Intonations of a mother’s voice. A mildly scandalized mother. I had a dread of this stranger clutching at my hands suddenly, to comfort me.
“My family is—where I am going. That’s where I am going.”
So inanely I spoke, my lips felt parched. The frantic thought came to me that I had to escape—push out over the woman, stumble along the aisle to the rear of the bus, find an empty seat . . .
But the bus was moving, the driver would shout at me. The friendly woman would be surprised, and hurt.
“How old was your grandpa?”
“I—I don’t know . . .”
“Real old, or just—kind of old? Seventy-five? Eighty? Or—younger? Ohhh, I hope not.” Laughing, as if the prospect of a young grandpa dying was especially alarming. “Did you love him a lot?”
Love him a lot. How absurd was this!
“Y-Yes . . .”
“Oh, I loved my grandpa a lot, too! Just the one grandpa I knew, the other I didn’t know, I guess my momma didn’t, either. But the one—I did know, he was a blessed person.”
Blessed. The word was a blank to me, beyond comprehension.
Oblivious of my discomfort the woman persisted: “Is this grandpa your momma’s father, or your daddy’s? Were they close?”
Determined not to answer any more inane questions. I would take out a textbook and begin to read.
But heard myself say stammering that Grandpa was my father’s father. No, they were not close. But maybe—yes. They didn’t get along but they were close. I thought so. Maybe they were. Maybe it was a bad shock to my father, that Grandpa had died. “My father doesn’t like things to change. He feels sad, he can’t make things better than they are for his family.”
Why I was speaking in this way to a stranger on a Greyhound bus, I had no idea. Though I felt sulky, hostile, prickly as a wild creature trapped in a corner my voice was the voice of a child in need of consolation.
“Oh, your daddy will take it hard! They all do. It’s like a woman losing her mother—real hard.

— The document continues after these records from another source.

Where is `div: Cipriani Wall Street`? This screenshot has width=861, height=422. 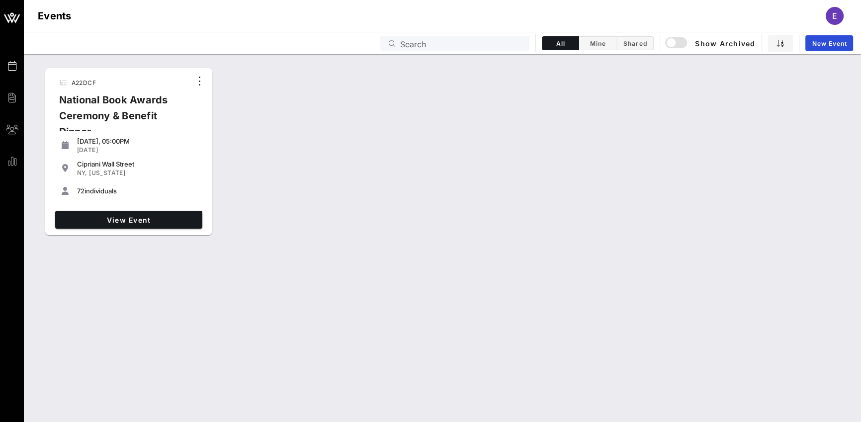
div: Cipriani Wall Street is located at coordinates (138, 164).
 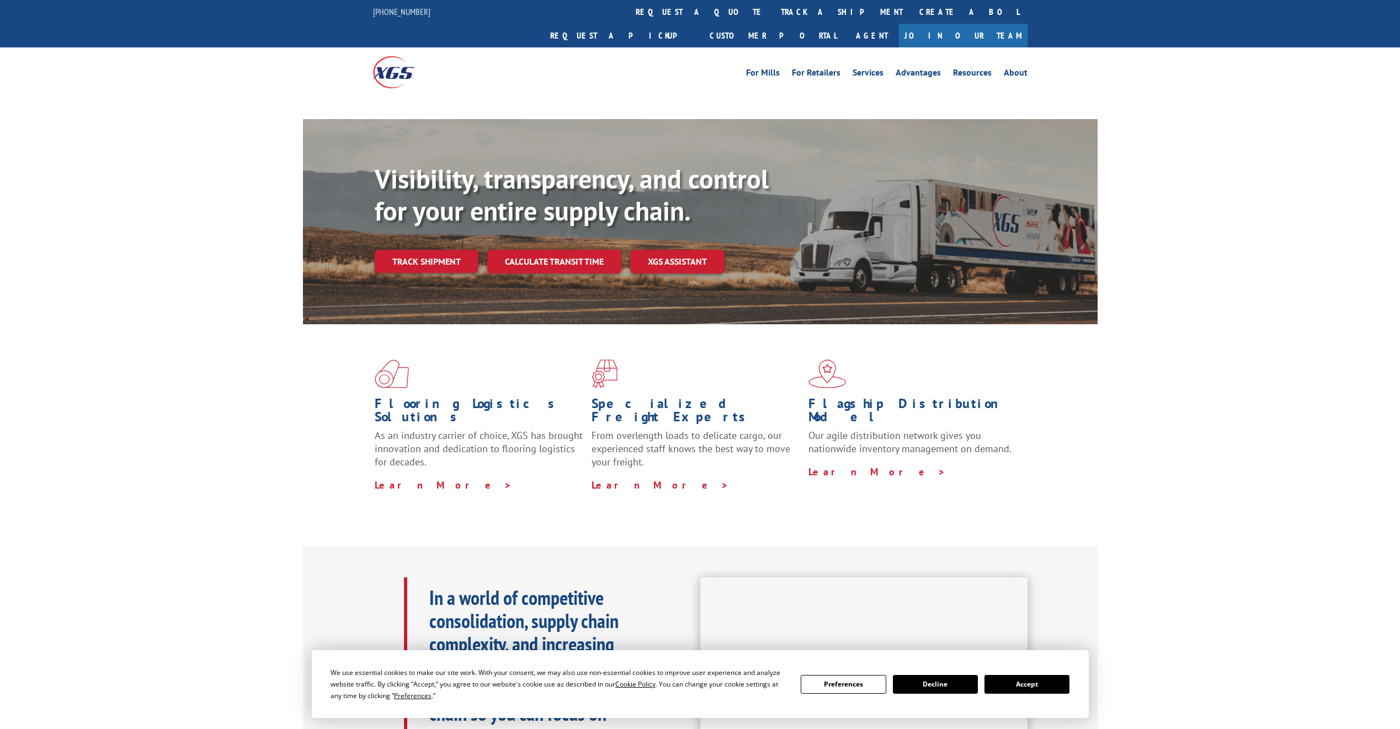 What do you see at coordinates (1027, 685) in the screenshot?
I see `button: Accept` at bounding box center [1027, 685].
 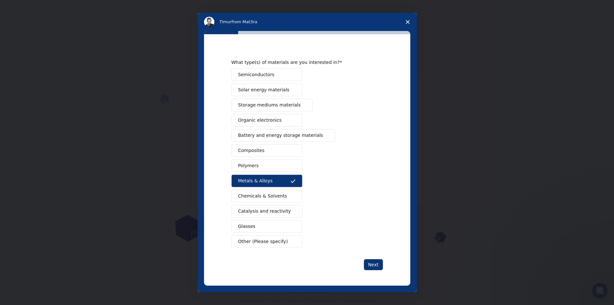 What do you see at coordinates (225, 22) in the screenshot?
I see `span: Timur` at bounding box center [225, 22].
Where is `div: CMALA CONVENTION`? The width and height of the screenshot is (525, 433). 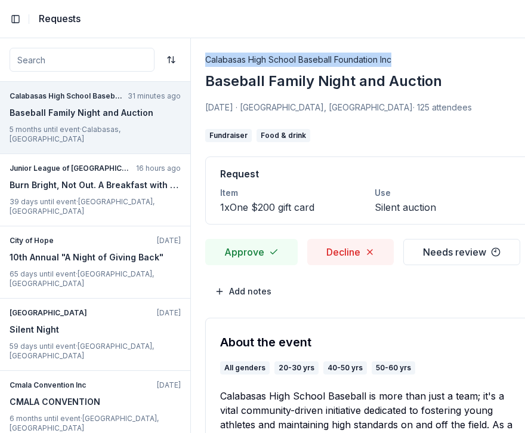 div: CMALA CONVENTION is located at coordinates (95, 402).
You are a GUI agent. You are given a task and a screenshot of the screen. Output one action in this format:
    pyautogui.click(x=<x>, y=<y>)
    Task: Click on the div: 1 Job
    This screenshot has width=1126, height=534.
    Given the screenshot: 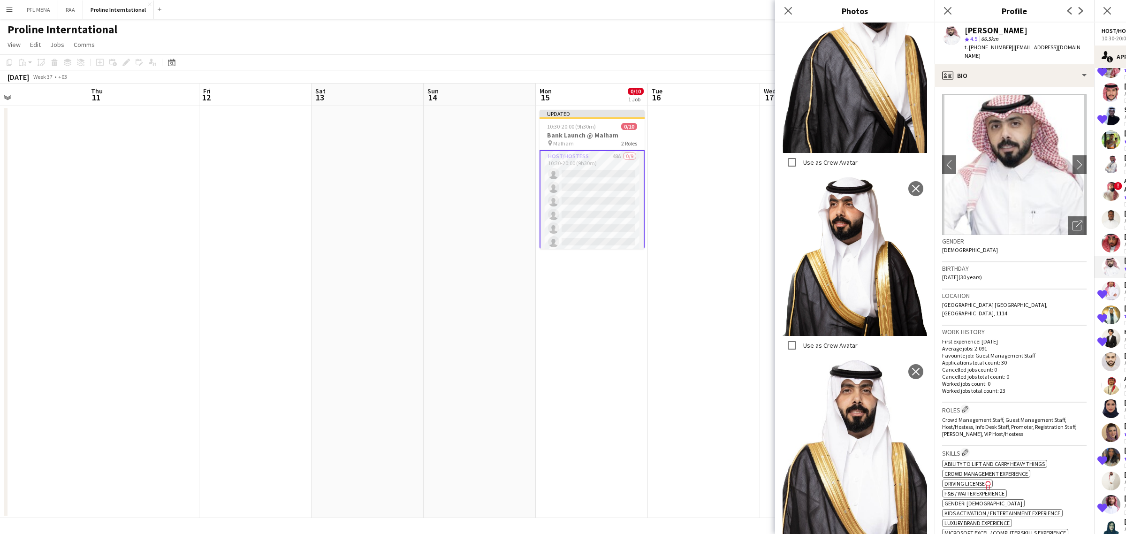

Like, if they ain’t been getting along, it’s worse, ’cause they can’t make it up, and that’s the worst—you can’t change how the other person feels, ’cause it’s too late. And what you feel—it’s too late.”
Like warm water the woman’s sympathy spilled onto me. A miserable sensation, yet I could not break away.

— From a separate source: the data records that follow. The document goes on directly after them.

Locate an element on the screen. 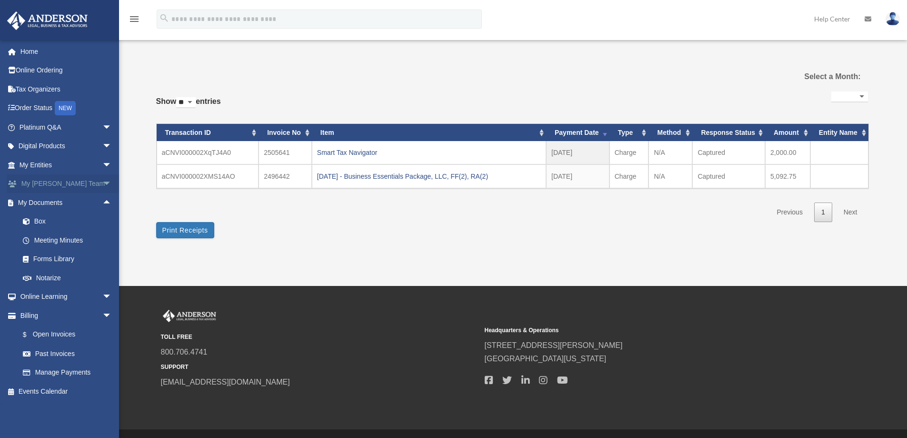  a: My Entitiesarrow_drop_down is located at coordinates (66, 165).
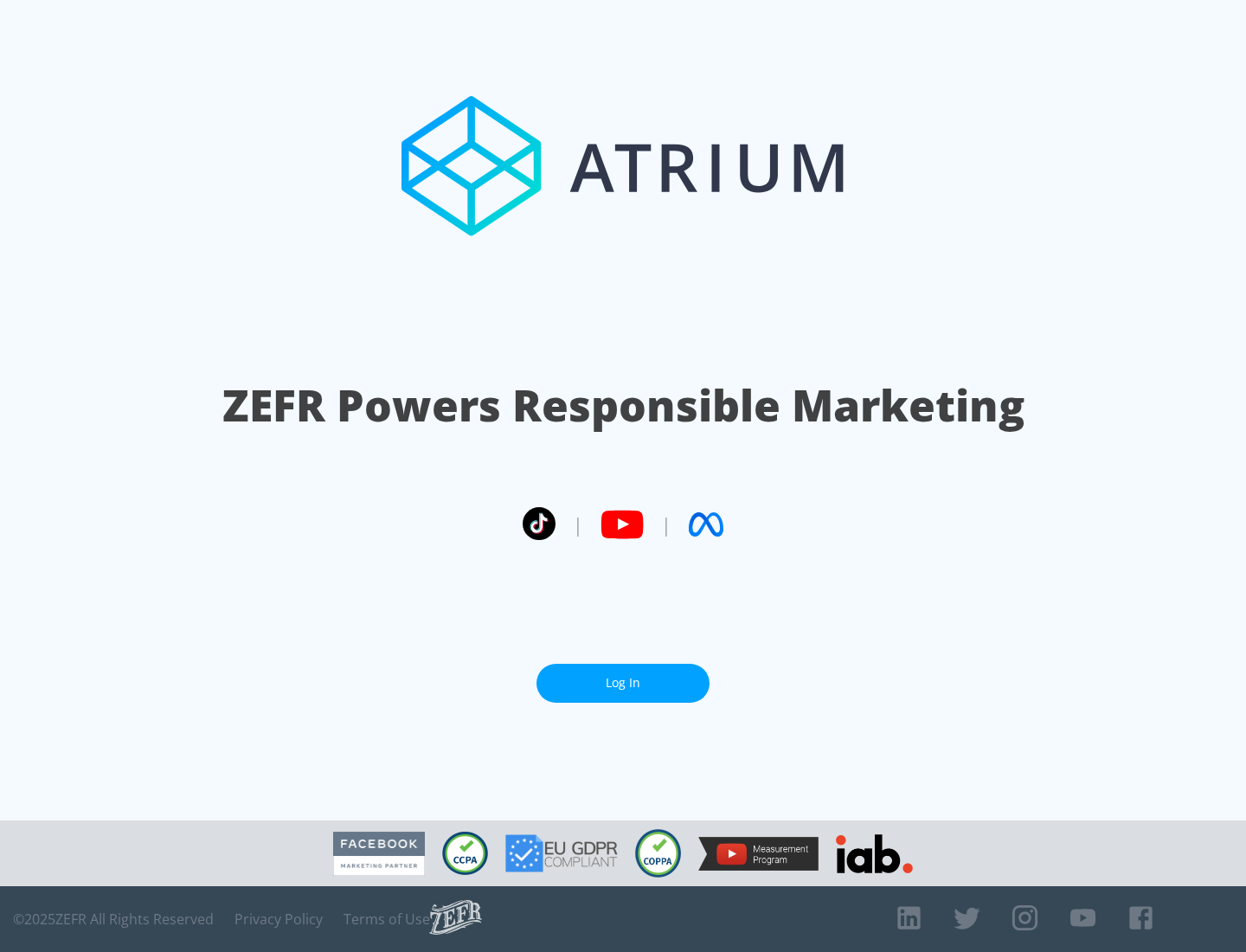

Heard myself say suddenly it had been a terrible shock to me, news of my grandfather’s death. “I guess—I will miss him a lot . . .”
Astonishing, the words that spilled from me. Maudlin tears in my eyes for a grandfather I might have loved if he’d loved me—if, in fact, Grandpa had been a different person. Grieving for a person who’d never existed—like reaching into your pocket and encountering a hole in the fabric. Whatever might’ve been in the pocket has vanished.

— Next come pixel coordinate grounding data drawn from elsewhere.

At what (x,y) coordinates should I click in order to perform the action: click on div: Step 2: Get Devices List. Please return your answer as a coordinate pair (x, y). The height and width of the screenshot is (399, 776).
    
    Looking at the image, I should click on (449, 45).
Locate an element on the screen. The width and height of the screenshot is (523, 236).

Now she’d pried me open, like a mollusk. Now, the woman whose name was Sarabeth had me in her grip and would not release me. Extracted from me the information that my name was Violet—and that I lived with an aunt in Port Oriskany. That I was a senior in Port Oriskany High School where all of Sarabeth’s children had gone—“But they’re too old for you, Vi’let—you wouldn’t know them.” In turn Sarabeth embarked upon a complicated story of her mother’s mother who was born in Macon, Georgia, and married at fifteen, lost her first husband (“something bad done to him by bad people”), and remarried, and traveled north with the second husband in the 1930s—first to Cleveland, then to Erie, Pennsylvania, then to Buffalo, and Tonawanda where Sarabeth’s grandfather worked on the New York Central Railroad, and they had eleven children—“And those eleven children, they had children—lots of ’em!” Two of Sarabeth’s daughters were teachers and her youngest son was “some kind of expert in computers” in Rochester. “You got to be impressed, my grandma was the great-great-granddaughter of slaves. Makes me real happy to think how far we all come!”
Sarabeth spoke without rancor though with an air of incredulity. I could not help but share this incredulity. Slaves?
In my distracted state I hadn’t registered that Sarabeth was dark-skinned. Girls at school with whom I was friendly were mostly black and I had ceased to notice the color of their skin. The woman’s physical presence, her persistent friendliness had been overwhelming to me.